Harm reduction and category education are the safest creative ground you've got. Helping people consume responsibly, understand dosing, or understand the law is the content least likely to read as promotion and most likely to survive both the Act and the platforms. It's also, conveniently, exactly the content AI answer engines and search love to surface.
What a creator can't do: a paid endorsement, a testimonial, a “look how good my life is with this product” lifestyle piece, anything that drops a price and a buy link in the open feed, anything that could appeal to someone under the legal age, and anything that depicts a person promoting the product for sale. Those aren't grey. Those are the named prohibitions.
One caveat, because being right is the whole point of this page. The line between protected commentary and illegal endorsement gets genuinely blurry the second money is involved, and Health Canada hasn't litigated every edge case in public. Plenty of brands run customer reviews and creator mentions and haven't been fined, which tells you enforcement is light, not that the activity is clearly legal. Don't confuse “nobody got caught yet” with “this is allowed.” If you're going to state a hard rule out loud, state the true one: testimonials, endorsements, lifestyle and depicting a person are prohibited promotion under section 17, and the safe lane is unpaid education or age-gated informational content from an authorized seller.

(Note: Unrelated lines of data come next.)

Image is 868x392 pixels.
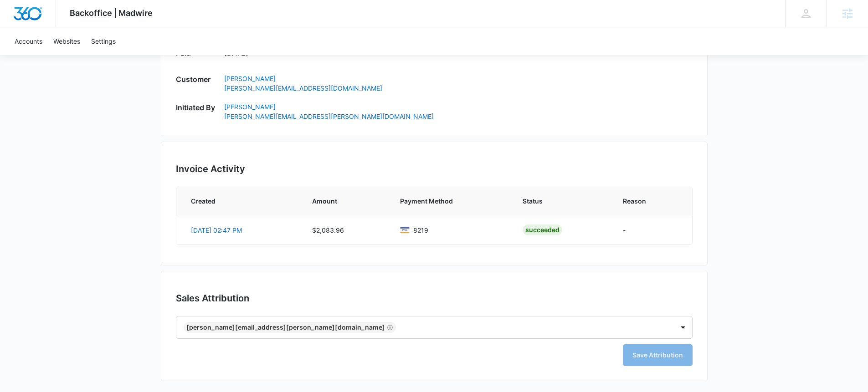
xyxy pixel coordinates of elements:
[224,102,693,121] a: [PERSON_NAME][PERSON_NAME][EMAIL_ADDRESS][PERSON_NAME][DOMAIN_NAME]
[413,225,428,235] span: Visa ending with
[623,196,677,206] span: Reason
[176,74,215,89] h3: Customer
[191,196,290,206] span: Created
[612,215,692,245] td: -
[191,226,242,234] a: [DATE] 02:47 PM
[176,162,693,176] h2: Invoice Activity
[48,27,86,55] a: Websites
[176,102,215,118] h3: Initiated By
[9,27,48,55] a: Accounts
[176,291,693,305] h2: Sales Attribution
[224,74,693,93] a: [PERSON_NAME][PERSON_NAME][EMAIL_ADDRESS][DOMAIN_NAME]
[86,27,121,55] a: Settings
[69,8,153,18] span: Backoffice | Madwire
[301,215,389,245] td: $2,083.96
[312,196,378,206] span: Amount
[400,196,500,206] span: Payment Method
[385,324,393,331] div: Remove bridget.kennedy@madwire.com
[186,324,385,331] div: [PERSON_NAME][EMAIL_ADDRESS][PERSON_NAME][DOMAIN_NAME]
[523,225,562,236] div: Succeeded
[523,196,601,206] span: Status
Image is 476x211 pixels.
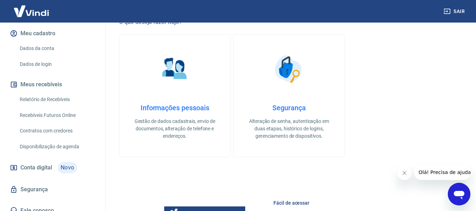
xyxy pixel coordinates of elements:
[442,5,468,18] button: Sair
[157,51,193,87] img: Informações pessoais
[17,92,97,107] a: Relatório de Recebíveis
[415,165,471,180] iframe: Mensagem da empresa
[131,104,219,112] h4: Informações pessoais
[131,118,219,140] p: Gestão de dados cadastrais, envio de documentos, alteração de telefone e endereços.
[233,34,345,157] a: SegurançaSegurançaAlteração de senha, autenticação em duas etapas, histórico de logins, gerenciam...
[8,159,97,176] a: Conta digitalNovo
[245,104,333,112] h4: Segurança
[4,5,59,11] span: Olá! Precisa de ajuda?
[17,57,97,72] a: Dados de login
[17,140,97,154] a: Disponibilização de agenda
[8,77,97,92] button: Meus recebíveis
[245,118,333,140] p: Alteração de senha, autenticação em duas etapas, histórico de logins, gerenciamento de dispositivos.
[8,26,97,41] button: Meu cadastro
[17,108,97,123] a: Recebíveis Futuros Online
[274,200,442,207] h6: Fácil de acessar
[8,0,54,22] img: Vindi
[271,51,307,87] img: Segurança
[448,183,471,206] iframe: Botão para abrir a janela de mensagens
[20,163,52,173] span: Conta digital
[58,162,77,173] span: Novo
[17,124,97,138] a: Contratos com credores
[398,166,412,180] iframe: Fechar mensagem
[8,182,97,197] a: Segurança
[17,41,97,56] a: Dados da conta
[119,34,231,157] a: Informações pessoaisInformações pessoaisGestão de dados cadastrais, envio de documentos, alteraçã...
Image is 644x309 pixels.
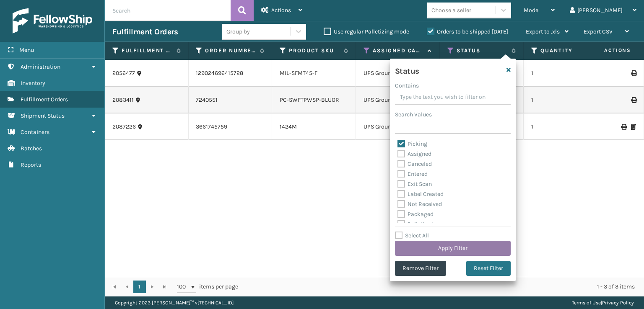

The takeaway: the law bans paid influencer endorsement of cannabis. The lane that's left is unpaid education, harm reduction, and age-gated info from licensed sellers. That lane is wide open and almost empty. That's the opportunity.
The one-paragraph cheat sheet
Remember nothing else, remember this. Cannabis promotion is governed first and hardest by federal law, the Cannabis Act, which bans testimonials, endorsements, depicting a person, lifestyle, open pricing, inducements and sponsorship, with penalties up to one million dollars. The province mostly sets the retail model and the legal age, 18 in Alberta, 21 in Quebec, 19 everywhere else, with Quebec stacking the strictest promotion limits on top. The platform is the last layer: Meta blocks paid ads and tolerates fragile organic, TikTok bans it in its community, ad and branded content rules all at once, Google just opened a Search-only pilot for licensed Canadian operators through end of 2026, YouTube organic and Reddit are strong for long-term search visibility, and X is the friendliest for paid. Ontario is the market, Alberta and Quebec and BC are the next tier, Yukon spends the most per head, and beverages are the growth category. The transaction is the tripwire, lifestyle is the trap, and unpaid education in an age-gated setting is the lane. The federal Act is the ceiling. The platform is the floor. The strictest rule wins, every time.
I build content for brands, a lot of it around beverage and bar culture, and I kept slamming into the same gap on the cannabis side. Everybody knows one platform's policy. Almost nobody has read section 17. And nobody tells you that for cannabis the federal law, not the platform, is the thing that makes your content illegal before you ever hit post. So I read the Cannabis Act, the Health Canada guidance, the retail framework across all thirteen jurisdictions, and the policies for Meta, Google, TikTok, X and Reddit, and I wrote down what matters in one place. Every claim links to its source. I'm not a lawyer and this isn't the final word. It's the homework most agencies skip, done for you, so you can build a clean cannabis content strategy instead of guessing. Now go read your section 17, then go make something that actually clears it.